Each playlist item points to a scene route (for example /scene/fish or
/scene/four-seasons?stage=autumn).
Companion messaging can also include image, video, and audio assets. Those media assets are separate from the scene itself and follow different loading behavior.
How Playlist Content Loads
Section titled “How Playlist Content Loads”| Content type | Loading behavior |
|---|---|
| Playlist scene items | Loaded one scene at a time as navigation moves through the playlist |
| Scene assets (models/textures) | Loaded when the scene opens; not bulk-downloaded for all upcoming scenes |
| Companion message images/audio | Preloaded from playlist message sequences when sequence data is available |
| Companion message videos | Preloaded in the browser using HTML5 video preloading with a concurrency limit of 2 |
For companion message videos, Ouva attempts to preload and then reuse video elements for playback when available.
Ouva does not bulk-download an entire long playlist to local disk before playback. Loading is incremental, with bounded preloading for companion videos.
Caching, Storage Location, and Eviction
Section titled “Caching, Storage Location, and Eviction”Media and assets can be cached in two places:
- Browser-managed HTTP cache (subject to response headers and browser policy)
- In-memory runtime caches used by the app while the page is open
Current behavior:
- Scene loader caches are actively cleared on scene transitions to avoid long-run cache growth during playlists.
- Companion video preloads are kept in an in-memory map for the browser session.
- Local storage is not used for scene/video payload caching.
Eviction behavior:
- Scene asset caches are explicitly cleared during scene cleanup.
- Browser HTTP cache eviction is managed by the browser.
- In-memory companion video cache remains for the life of the page session and is released on refresh/restart.
Performance Impact for Longer Playlists
Section titled “Performance Impact for Longer Playlists”Playlist length by itself is not the main performance driver because only one scene is active at a time and scene resources are cleaned up between transitions.
Performance is mainly affected by:
- The complexity of the current scene (geometry, effects, lighting)
- Output resolution and display configuration
- Video decode workload when companion videos are used
- Total size and count of companion media preloaded for the playlist
As video count and average video size increase, RAM usage and decode load may rise during preload/playback windows. CPU/GPU pressure is driven more by current scene and active media decode than by raw playlist item count.
For very media-heavy messaging, startup/preload time and RAM usage can increase.

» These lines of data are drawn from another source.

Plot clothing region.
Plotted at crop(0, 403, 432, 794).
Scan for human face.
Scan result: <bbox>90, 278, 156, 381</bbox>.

Recommended Practices for Long Playlists
Section titled “Recommended Practices for Long Playlists”There is no single hard maximum that fits every deployment, because practical limits depend on hardware, display resolution, and media size.
Recommended approach:
- Build playlists around scenes first; add companion videos selectively.
- Keep companion videos short and web-optimized.
- Reuse media assets across sequences instead of attaching many unique videos.
- Prefer image/audio messages when video is not necessary.
- Validate the longest expected playlist on target kiosk hardware before production.
- Define a deployment-specific cap for companion video count after UAT baselining.
- If you observe degradation, split very large programs into smaller playlists.